Since Chanele thought vanity was only ever a waste of time, the rest of the preparations took a very short time; she put on her jewellery as one might hang a bunch of keys on a hook, and where her hair was concerned — well, there is one advantage to the Jewish tradition of wearing a sheiteclass="underline" you can put your new hairstyle on like a hat.
When she came into the drawing-room, the whole family was already there waiting. Janki looked very elegant in the full glory of an evening suit. He had pinned the Lavallière over his silver brocade waistcoat with an artful carelessness that must have taken a dozen tries. Shmul, whom she now had to spend an evening calling François, wore a velvet jacket that set off his narrow hips. The freshly waxed tips of his moustache stuck into the air like little knives, and he looked so elegant, in a bored way, that it was easy to imagine what young salesgirls found irresistible about him. Arthur, with a very unhappy face, waited beside his brother. Uncle Salomon had rested a reassuring hand on his shoulder.
‘Shmul,’ said Chanele, ‘I need to talk to you.’
‘Don’t worry, Mama, I will act quite convincingly as if I’m enjoying the evening.’
‘Frau Lutz came to see me today, Mathilde Lutz, and she told me…’
But the first guests were already being ushered in, and Chanele had to stop talking and put on her Mademoiselle-Hanna smile.
The first, as always were of course the accountant Ziltener and his wife.
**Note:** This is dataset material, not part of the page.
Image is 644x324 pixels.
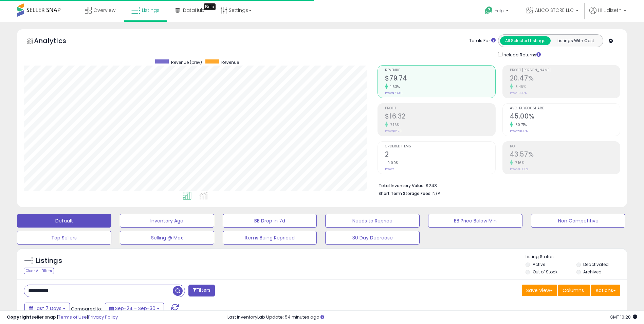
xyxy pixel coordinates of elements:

Ziltener, devoted to letters and numbers, had, in spite of all kinds of discreet hints, never been able to understand that etiquette required him to appear only ten minutes after the given time, ‘to give the wife of the house the opportunity to carry out the last preparations’, as it said in the books of manners. In his worn, dark suit and stiff collar he felt visibly ill at ease, and when he bent over his boss’s hand like a folding ruler, she could see how carefully he had combed his thin hair over his bald patch. A sweetish smell of curd soap and mothballs rose from the back of his neck.